The committee, which was initiated by the Tories in 2019 and had the support of all opposition parties in the House, provided a forum to probe these issues and others, including attempts by Beijing to meddle in domestic affairs. Its work was hardly complete when the committee was shuttered with the dissolution of Parliament ahead of the fall federal election, yet the Conservative Party – once hawkish and unrelenting on matters of Chinese Communist Party authoritarianism and disruption – has now morphed into a dove. The party’s official line is there aren’t enough resources to resume its work on China with new parliamentary committees on science and Afghanistan, which is roughly as believable as Beijing’s facile attempts at domestic propaganda.

Did China target a Conservative MP in Canada’s last federal election?

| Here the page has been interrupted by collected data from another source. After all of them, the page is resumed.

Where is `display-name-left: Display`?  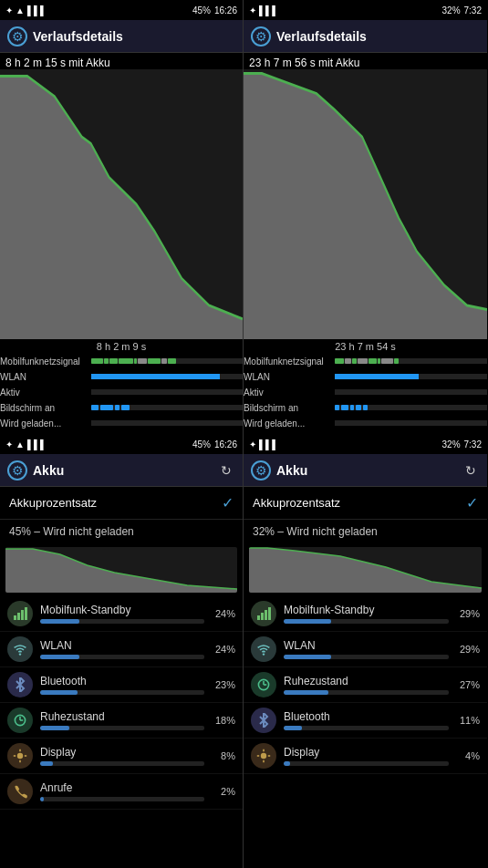
display-name-left: Display is located at coordinates (122, 752).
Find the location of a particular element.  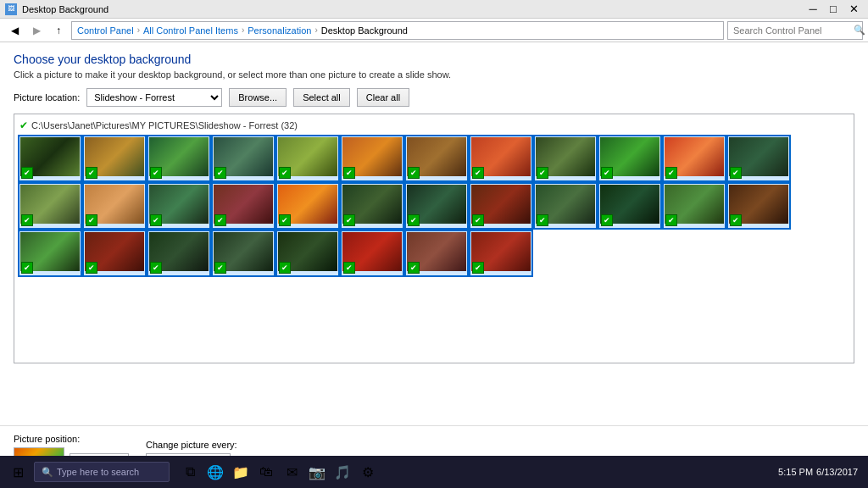

breadcrumb-all-items: All Control Panel Items is located at coordinates (191, 30).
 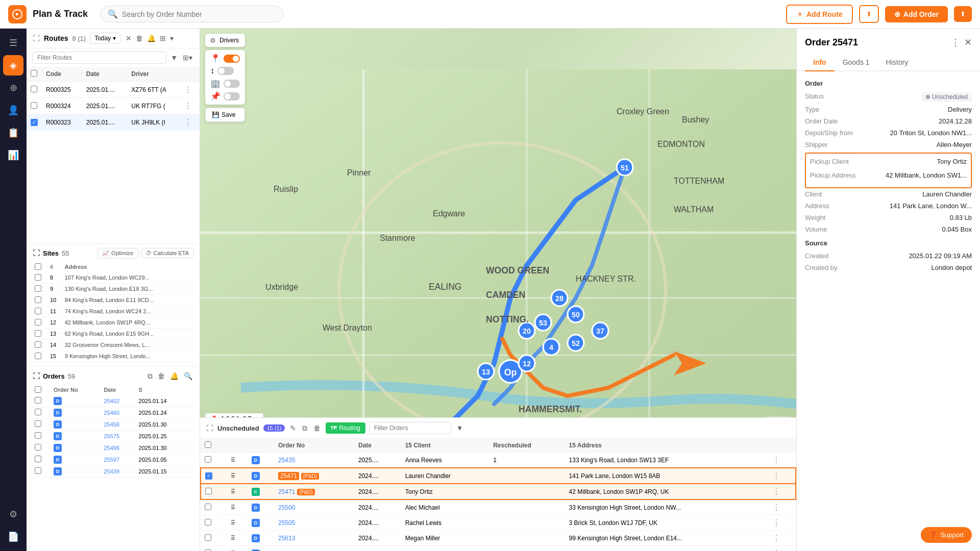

National security can’t become a tool of partisan feuding

A more plausible explanation is the Conservative Party got spooked by the disinformation campaign that targeted the Chinese diaspora during the last election, and instead of channelling that interference as further impetus to continue the committee’s work, the party folded to safeguard its own electoral interests.

Information emerged during and after the fall election that certain communities with high proportions of Chinese-Canadian voters had been subject to an onslaught of disinformation – mostly through WeChat and Weibo – about individual Conservative candidates and about the party itself. B.C. MP Kenny Chiu was one of the main targets for his private member’s bill to create a registry for those lobbying on behalf of foreign governments, which was torqued in a widely disseminated WeChat message to suggest regular Chinese Canadians would be subject to surveillance and suppression. Similar messages were propagated on websites, online newspapers and various social-media accounts.

Mr. Chiu lost the seat he won relatively comfortably just two years earlier, as did the Conservatives’ Alice Wong, who had won the B.C. riding of Richmond Centre (where nearly 60 per cent of constituents are of Chinese origin, according to 2016 census data) four times before; and Bob Saroya, who lost the Ontario riding of Markham-Unionville (where 65 per cent of constituents are of Chinese origin) after winning in the two previous elections.

It’s difficult to conclusively attribute these candidates’ losses to disinformation about the Conservative Party’s agenda, and indeed, Chinese-Canadian voters are not monolithic and base their votes on a myriad of factors. Yet analysis from the Atlantic Council’s Digital Forensic Research Lab, the Canadian group DisinfoWatch and McGill University researchers writing in Policy Options all point to a “co-ordinated influence operation targeting Chinese-Canadian voters,” in the words of DisinfoWatch researchers. And although there is no smoking gun connecting these social-media messages and articles to the CCP, Sze-Fung Lee and Benjamin Fung, writing in Policy Options, say it is “logical to infer that whoever was responsible for disseminating the fake news had a clear motive in reshaping the narratives in favour of Beijing’s interests.”

If Beijing was behind the disinformation campaign targeting Conservative candidates, then Leader Erin O’Toole has now gifted them a win. The propaganda worked: Not only did it arguably cost the Conservatives a few seats, but it also likely scared the party into abandoning its committee created specifically to probe these matters. If Beijing wasn’t behind the campaign, well, the Conservatives gifted them a win anyway: The committee isn’t coming back, one source of heat is off and China didn’t have to lift a finger.

In a meeting of the Canada-China committee on April 19, professor Anne-Marie Brady from the University of Canterbury warned: “Political interference fits within China’s much more aggressive foreign policy as a tool of that foreign policy. It’s a means to achieve China’s goals without military force; to weaken opposition to China’s objectives ... to control the diaspora discourse; and to control the international discourse on issues of interest to China.”

It was a prescient observation then, and surely one worth returning to now in light of what has emerged about misinformation during the last Canadian election. If only there was a forum to probe these matters.